Perhaps Some Day People Will Be Able to Afford California After All

Rich Pedroncelli/AP

Fight disinformation: Sign up for the free Mother Jones Daily newsletter and follow the news that matters.

California has an affordability problem. The median cost of a home is $505,800—up $321,000 from five years ago. Homelessness is also on the upswing, with more than 118,000 people without shelter—more than any other state in the country. Californians “are living during the worst housing crisis our state has ever experienced,” said David Chiu, a state assemblyman out of San Francisco and chair of the state housing committee.

So on Thursday evening, with just a hint of late-night drama, the California Assembly passed a package of six bills aimed at boosting funding and easing regulations with the potential to spur affordable housing development throughout the state. The bills are now with Gov. Jerry Brown for his signature. 

One measure, Senate Bill 3, authorizes a $4 billion bond measure for the 2018 ballot, with $1 billion going toward funding home loans for California’s military vets and the rest boosting existing affordable housing programs. Another, Senate Bill 35, streamlines the approval process for developers in cities that have fallen behind on state housing production goals. Three other bills, meanwhile, seek to strengthen existing laws and compel cities to sign off on more housing developments. 

The most controversial measure of the night came in the form of a proposed fee on certain real estate transactions: Senate Bill 2 establishes a scheme that attaches a $75 price tag to real estate documents like those filed during mortgage refinancing. The total fees would not exceed $225. Proceeds are set to be funneled into financing for affordable housing programs; state Senate estimates show that the plan could generate between $200 and $300 million each year and more than $5 billion over the next five years.

With Democrats holding a super-majority in the California legislature, the proposed fee required a two-thirds vote to pass. Even after Republican Assemblyman Brian Maienschein broke from his party and announced on the floor he would vote in favor of SB 2, the measure remained two votes shy of approval. Assembly Speaker Anthony Rendon left the vote open for almost an hour while lawmakers lobbied two Democratic holdouts, Marc Levine and Adrin Nazarian. A third, Sabrina Cervantes, a Democrat from the potential swing district of Riverside, voted against the measure. During the legislative recess, Levine had spoken out against the fee hike and instead wanted to pay for affordable housing by taxing corporations more. In the end, Levine and Nazarian voted for the funding measure. 

The state Senate already approved earlier versions of the measures and met Friday to finalize the package. Brown, who negotiated the package with lawmakers, is expected to sign it.

After the Assembly’s progress Thursday night, the governor tweeted his approval:  

Fact:

Mother Jones was founded as a nonprofit in 1976 because we knew corporations and billionaires wouldn't fund the type of hard-hitting journalism we set out to do.

Today, reader support makes up about two-thirds of our budget, allows us to dig deep on stories that matter, and lets us keep our reporting free for everyone. If you value what you get from Mother Jones, please join us with a tax-deductible donation today so we can keep on doing the type of journalism 2022 demands.

payment methods

Fact:

Today, reader support makes up about two-thirds of our budget, allows us to dig deep on stories that matter, and lets us keep our reporting free for everyone. If you value what you get from Mother Jones, please join us with a tax-deductible donation today so we can keep on doing the type of journalism 2022 demands.

payment methods

We Recommend

Latest

Sign up for our free newsletter

Subscribe to the Mother Jones Daily to have our top stories delivered directly to your inbox.

Get our award-winning magazine

Save big on a full year of investigations, ideas, and insights.

Subscribe

Support our journalism

Help Mother Jones' reporters dig deep with a tax-deductible donation.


_WHAT YOU HAVE TO DO_
Search the data below for the string "span" and copy all lines where it shows up.

_EXTRACTED DATA_
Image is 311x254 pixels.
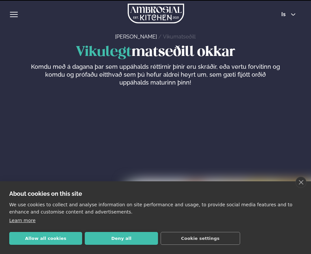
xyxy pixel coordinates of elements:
[76,46,131,59] span: Vikulegt
[163,34,195,40] a: Vikumatseðill
[127,4,184,23] img: logo
[10,11,18,18] button: hamburger
[31,63,280,87] p: Komdu með á dagana þar sem uppáhalds réttirnir þínir eru skráðir, eða vertu forvitinn og komdu og...
[158,34,163,40] span: /
[85,232,157,245] button: Deny all
[9,232,82,245] button: Allow all cookies
[115,34,157,40] a: [PERSON_NAME]
[160,232,240,245] button: Cookie settings
[295,177,306,188] a: close
[9,201,301,216] p: We use cookies to collect and analyse information on site performance and usage, to provide socia...
[281,12,287,17] span: is
[13,45,297,60] h1: matseðill okkar
[276,12,300,17] button: is
[9,190,82,197] strong: About cookies on this site
[9,218,36,223] a: Learn more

_EXERCISE ANSWER_
[76,46,131,59] span: Vikulegt
[158,34,163,40] span: /
[281,12,287,17] span: is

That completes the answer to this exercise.